In yesterday's entry I ended by sharing a process improvement manual that I made available for download. That manual is valuable as a standalone asset, but when combined with Continuous Improvement: A way of life (a 36-page essay by P. R Balakrishnan), you'll be armed with enough material to place process improvement into the context that is right for your organization.

There is much ado about security these days. I've frequently written about it here and in Notes from the Field, and will continue to do so because it's an important topic from operational and software engineering points of view. One interesting resource is Generally Accepted System Security Principles (GASSP). This page contains the principles in HTML and MS Word format. The approach used is to cast security principles in the same manner as generally accepted accounting principles (GAAP). Given the fact that accounting and auditing, and core security practices are closely related, the GASSP approach makes sense. Bear in mind that this is no real standard outside of MIT, which developed it, but it does reflect best practices from which you may want to borrow. Final notes about security in this entry: Security Focus is a repository of resources, including a fairly complete library of security documents that is worth checking into. If you're working on e-commerce or Internet projects you'll want to read A Parametric Approach for Security Testing of Internet Applications to make sure the test and release phases of your project cover key aspects. That's what due diligence is all about.

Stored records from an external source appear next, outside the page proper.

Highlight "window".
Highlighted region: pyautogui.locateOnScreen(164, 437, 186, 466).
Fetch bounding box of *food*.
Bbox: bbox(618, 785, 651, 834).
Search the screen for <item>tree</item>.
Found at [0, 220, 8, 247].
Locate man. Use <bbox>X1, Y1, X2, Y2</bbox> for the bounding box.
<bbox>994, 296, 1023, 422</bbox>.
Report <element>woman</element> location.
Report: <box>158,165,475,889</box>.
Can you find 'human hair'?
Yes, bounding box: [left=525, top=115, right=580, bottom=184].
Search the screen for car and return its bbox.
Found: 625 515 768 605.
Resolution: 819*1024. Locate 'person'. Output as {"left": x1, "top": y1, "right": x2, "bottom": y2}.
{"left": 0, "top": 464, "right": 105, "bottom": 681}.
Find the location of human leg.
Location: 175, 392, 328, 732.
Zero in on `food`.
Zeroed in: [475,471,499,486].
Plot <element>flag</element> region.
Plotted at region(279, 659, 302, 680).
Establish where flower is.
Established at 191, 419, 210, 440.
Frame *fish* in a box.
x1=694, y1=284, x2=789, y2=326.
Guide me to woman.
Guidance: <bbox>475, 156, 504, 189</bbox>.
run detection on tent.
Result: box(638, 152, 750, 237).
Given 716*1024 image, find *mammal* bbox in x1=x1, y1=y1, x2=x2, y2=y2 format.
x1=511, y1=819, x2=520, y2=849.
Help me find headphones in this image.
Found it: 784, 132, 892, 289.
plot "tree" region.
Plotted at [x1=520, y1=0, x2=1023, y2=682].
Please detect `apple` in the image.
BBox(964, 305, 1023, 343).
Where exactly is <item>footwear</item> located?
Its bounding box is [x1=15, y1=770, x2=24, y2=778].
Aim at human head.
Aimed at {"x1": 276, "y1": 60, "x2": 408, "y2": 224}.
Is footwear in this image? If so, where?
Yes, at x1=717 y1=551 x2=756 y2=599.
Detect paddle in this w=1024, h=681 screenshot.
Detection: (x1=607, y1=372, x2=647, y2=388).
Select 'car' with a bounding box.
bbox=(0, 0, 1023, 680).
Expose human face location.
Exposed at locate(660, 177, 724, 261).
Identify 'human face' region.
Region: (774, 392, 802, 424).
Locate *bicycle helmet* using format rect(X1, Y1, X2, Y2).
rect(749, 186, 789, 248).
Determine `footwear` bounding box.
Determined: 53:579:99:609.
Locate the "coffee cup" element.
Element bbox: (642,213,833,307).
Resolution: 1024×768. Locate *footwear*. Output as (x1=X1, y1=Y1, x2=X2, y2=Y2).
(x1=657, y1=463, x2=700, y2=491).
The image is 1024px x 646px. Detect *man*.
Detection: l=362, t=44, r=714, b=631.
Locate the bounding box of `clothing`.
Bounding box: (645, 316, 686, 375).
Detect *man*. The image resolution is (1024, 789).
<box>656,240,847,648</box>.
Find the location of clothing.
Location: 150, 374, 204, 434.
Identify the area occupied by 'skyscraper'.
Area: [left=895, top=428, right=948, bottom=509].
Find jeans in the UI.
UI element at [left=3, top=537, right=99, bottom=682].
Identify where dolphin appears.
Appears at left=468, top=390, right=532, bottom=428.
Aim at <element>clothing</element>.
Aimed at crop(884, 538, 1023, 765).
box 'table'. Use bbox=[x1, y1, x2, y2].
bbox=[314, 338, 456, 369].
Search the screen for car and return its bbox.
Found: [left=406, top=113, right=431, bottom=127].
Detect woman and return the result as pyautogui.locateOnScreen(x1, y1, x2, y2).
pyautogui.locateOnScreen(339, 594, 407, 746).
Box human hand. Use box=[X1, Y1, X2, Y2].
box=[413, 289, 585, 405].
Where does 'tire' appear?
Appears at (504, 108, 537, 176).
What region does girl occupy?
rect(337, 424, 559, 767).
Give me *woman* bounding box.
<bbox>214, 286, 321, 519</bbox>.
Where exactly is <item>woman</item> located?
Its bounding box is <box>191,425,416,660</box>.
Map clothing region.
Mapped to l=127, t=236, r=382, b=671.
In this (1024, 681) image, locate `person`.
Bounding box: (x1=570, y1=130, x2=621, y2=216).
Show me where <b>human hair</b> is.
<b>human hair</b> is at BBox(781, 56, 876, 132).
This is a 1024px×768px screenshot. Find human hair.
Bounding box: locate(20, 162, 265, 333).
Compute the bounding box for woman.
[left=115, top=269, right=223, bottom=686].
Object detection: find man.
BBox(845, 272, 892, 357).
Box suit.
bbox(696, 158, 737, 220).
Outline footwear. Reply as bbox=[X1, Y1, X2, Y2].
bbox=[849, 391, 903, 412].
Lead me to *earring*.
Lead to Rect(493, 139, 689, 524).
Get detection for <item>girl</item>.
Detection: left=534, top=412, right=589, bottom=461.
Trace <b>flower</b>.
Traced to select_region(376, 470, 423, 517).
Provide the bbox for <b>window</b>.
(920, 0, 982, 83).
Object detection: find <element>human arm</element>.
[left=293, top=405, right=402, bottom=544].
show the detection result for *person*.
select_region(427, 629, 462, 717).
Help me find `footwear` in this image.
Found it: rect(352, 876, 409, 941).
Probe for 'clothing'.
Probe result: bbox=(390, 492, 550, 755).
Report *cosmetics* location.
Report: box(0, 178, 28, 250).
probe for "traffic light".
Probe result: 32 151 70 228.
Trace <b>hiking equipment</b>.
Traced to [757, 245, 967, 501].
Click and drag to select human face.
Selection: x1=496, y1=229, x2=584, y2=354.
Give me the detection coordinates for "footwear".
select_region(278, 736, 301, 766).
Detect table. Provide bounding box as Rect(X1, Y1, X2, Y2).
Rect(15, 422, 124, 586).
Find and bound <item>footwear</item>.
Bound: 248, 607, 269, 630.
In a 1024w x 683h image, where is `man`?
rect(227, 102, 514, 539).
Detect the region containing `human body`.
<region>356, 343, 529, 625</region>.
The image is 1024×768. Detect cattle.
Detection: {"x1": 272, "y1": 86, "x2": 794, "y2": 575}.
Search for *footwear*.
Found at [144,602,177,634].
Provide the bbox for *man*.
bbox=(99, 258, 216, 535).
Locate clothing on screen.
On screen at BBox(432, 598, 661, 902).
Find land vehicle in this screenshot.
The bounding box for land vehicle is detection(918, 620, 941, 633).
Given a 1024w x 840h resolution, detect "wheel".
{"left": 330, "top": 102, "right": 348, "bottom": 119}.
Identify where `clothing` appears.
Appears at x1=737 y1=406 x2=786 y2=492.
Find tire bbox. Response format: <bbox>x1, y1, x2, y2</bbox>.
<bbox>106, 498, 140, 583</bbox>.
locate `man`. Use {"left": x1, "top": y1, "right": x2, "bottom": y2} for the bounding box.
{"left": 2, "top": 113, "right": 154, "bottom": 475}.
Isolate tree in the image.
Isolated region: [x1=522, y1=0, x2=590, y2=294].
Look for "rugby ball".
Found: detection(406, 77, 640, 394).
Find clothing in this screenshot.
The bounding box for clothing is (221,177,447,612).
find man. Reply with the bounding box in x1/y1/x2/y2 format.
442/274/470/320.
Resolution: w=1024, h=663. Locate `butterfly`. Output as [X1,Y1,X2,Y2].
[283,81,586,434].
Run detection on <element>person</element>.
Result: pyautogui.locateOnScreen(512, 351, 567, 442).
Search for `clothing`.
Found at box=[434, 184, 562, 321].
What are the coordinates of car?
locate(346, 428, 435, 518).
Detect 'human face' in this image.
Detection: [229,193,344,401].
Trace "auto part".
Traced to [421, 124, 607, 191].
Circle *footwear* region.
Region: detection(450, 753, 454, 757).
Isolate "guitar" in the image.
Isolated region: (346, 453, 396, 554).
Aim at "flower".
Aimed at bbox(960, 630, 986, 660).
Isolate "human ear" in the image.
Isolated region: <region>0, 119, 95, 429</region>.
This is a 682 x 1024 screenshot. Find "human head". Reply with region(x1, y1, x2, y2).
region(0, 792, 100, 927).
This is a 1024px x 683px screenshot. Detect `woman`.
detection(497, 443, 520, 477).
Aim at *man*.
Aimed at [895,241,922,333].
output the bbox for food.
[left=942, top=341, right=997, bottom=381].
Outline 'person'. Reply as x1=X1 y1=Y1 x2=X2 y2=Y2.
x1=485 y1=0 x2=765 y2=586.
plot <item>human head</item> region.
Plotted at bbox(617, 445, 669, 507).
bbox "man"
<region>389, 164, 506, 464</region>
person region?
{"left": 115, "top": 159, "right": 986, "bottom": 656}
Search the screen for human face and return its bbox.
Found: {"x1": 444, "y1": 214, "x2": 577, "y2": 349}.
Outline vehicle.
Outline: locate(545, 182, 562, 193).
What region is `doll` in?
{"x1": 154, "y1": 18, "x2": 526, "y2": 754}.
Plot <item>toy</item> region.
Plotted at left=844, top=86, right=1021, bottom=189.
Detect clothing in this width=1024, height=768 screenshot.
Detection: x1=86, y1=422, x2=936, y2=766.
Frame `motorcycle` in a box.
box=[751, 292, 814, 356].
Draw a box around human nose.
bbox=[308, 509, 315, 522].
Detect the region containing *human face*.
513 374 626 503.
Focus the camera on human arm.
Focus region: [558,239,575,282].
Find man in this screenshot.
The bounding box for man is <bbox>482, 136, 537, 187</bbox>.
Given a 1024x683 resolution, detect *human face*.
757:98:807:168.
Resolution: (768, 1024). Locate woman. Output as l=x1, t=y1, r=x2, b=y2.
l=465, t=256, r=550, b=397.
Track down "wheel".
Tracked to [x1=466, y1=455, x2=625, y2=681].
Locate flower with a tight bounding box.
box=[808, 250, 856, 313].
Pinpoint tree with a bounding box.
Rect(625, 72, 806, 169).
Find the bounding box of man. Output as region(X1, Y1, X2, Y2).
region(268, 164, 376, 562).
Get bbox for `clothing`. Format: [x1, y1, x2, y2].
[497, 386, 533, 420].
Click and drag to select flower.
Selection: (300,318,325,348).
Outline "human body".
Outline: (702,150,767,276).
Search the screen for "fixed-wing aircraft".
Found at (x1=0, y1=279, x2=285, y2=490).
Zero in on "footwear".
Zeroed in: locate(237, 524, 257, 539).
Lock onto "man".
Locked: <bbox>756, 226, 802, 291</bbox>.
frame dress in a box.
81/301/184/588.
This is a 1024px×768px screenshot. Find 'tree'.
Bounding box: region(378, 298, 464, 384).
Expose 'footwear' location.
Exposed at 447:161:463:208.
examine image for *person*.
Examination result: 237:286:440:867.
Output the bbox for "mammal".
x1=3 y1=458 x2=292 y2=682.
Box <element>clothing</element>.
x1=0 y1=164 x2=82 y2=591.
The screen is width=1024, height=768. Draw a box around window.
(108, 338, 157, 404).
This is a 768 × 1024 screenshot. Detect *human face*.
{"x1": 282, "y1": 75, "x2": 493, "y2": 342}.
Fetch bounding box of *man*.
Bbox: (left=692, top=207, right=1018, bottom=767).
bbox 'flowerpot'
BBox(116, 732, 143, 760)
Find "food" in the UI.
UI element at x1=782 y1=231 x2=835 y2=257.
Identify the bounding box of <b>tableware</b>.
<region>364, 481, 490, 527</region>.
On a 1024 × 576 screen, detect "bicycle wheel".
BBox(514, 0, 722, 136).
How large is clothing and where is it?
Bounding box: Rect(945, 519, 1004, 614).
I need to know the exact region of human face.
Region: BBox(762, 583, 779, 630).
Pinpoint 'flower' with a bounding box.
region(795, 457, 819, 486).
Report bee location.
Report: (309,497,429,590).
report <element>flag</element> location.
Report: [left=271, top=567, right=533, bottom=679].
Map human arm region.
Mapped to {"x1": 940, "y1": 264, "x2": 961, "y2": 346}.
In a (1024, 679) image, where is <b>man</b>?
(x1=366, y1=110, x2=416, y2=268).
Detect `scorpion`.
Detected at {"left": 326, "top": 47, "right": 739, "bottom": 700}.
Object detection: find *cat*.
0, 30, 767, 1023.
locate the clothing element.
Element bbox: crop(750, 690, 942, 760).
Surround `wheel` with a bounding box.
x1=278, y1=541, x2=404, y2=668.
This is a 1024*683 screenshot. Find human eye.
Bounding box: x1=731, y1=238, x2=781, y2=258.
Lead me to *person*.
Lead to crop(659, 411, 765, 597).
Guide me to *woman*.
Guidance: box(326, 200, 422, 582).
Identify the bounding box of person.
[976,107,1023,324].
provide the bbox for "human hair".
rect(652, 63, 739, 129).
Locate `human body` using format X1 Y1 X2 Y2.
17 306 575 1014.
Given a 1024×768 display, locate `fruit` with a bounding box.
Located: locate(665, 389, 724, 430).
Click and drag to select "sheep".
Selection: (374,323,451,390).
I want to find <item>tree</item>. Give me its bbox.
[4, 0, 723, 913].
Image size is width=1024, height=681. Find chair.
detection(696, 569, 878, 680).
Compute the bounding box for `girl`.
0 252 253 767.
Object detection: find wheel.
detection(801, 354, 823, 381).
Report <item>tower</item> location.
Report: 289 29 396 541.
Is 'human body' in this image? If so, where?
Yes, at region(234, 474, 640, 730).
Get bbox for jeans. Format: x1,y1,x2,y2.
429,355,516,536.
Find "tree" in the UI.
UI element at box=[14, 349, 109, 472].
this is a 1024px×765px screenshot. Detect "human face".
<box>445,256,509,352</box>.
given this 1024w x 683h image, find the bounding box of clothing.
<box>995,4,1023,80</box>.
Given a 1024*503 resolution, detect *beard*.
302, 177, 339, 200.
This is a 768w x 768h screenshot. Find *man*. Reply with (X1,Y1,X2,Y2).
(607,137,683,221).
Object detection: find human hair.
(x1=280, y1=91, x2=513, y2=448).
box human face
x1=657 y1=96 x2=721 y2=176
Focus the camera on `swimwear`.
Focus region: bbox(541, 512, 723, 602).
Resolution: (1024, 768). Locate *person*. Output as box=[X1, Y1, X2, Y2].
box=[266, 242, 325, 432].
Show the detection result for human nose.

If you haven't guessed, I subscribe to the adage that if you can't measure it it doesn't exist. It's finding what needs measuring that's the challenge. An article from Baseline Magazine titled A Dozen Smart Metrics, To Go provides twelve useful indicators that you should be measuring, including:

Before ending I want to share a new weblog I discovered today: VoidStar, which is Julian Bond's creative outlet for his valuable thoughts and ideas. Mr. Bond has much to say about a wide range of subjects and topics related to IT operations, software engineering and anything that falls on the periphery or in between. I spent a few hours earlier today reading, absorbing and assimilating. I'm impressed.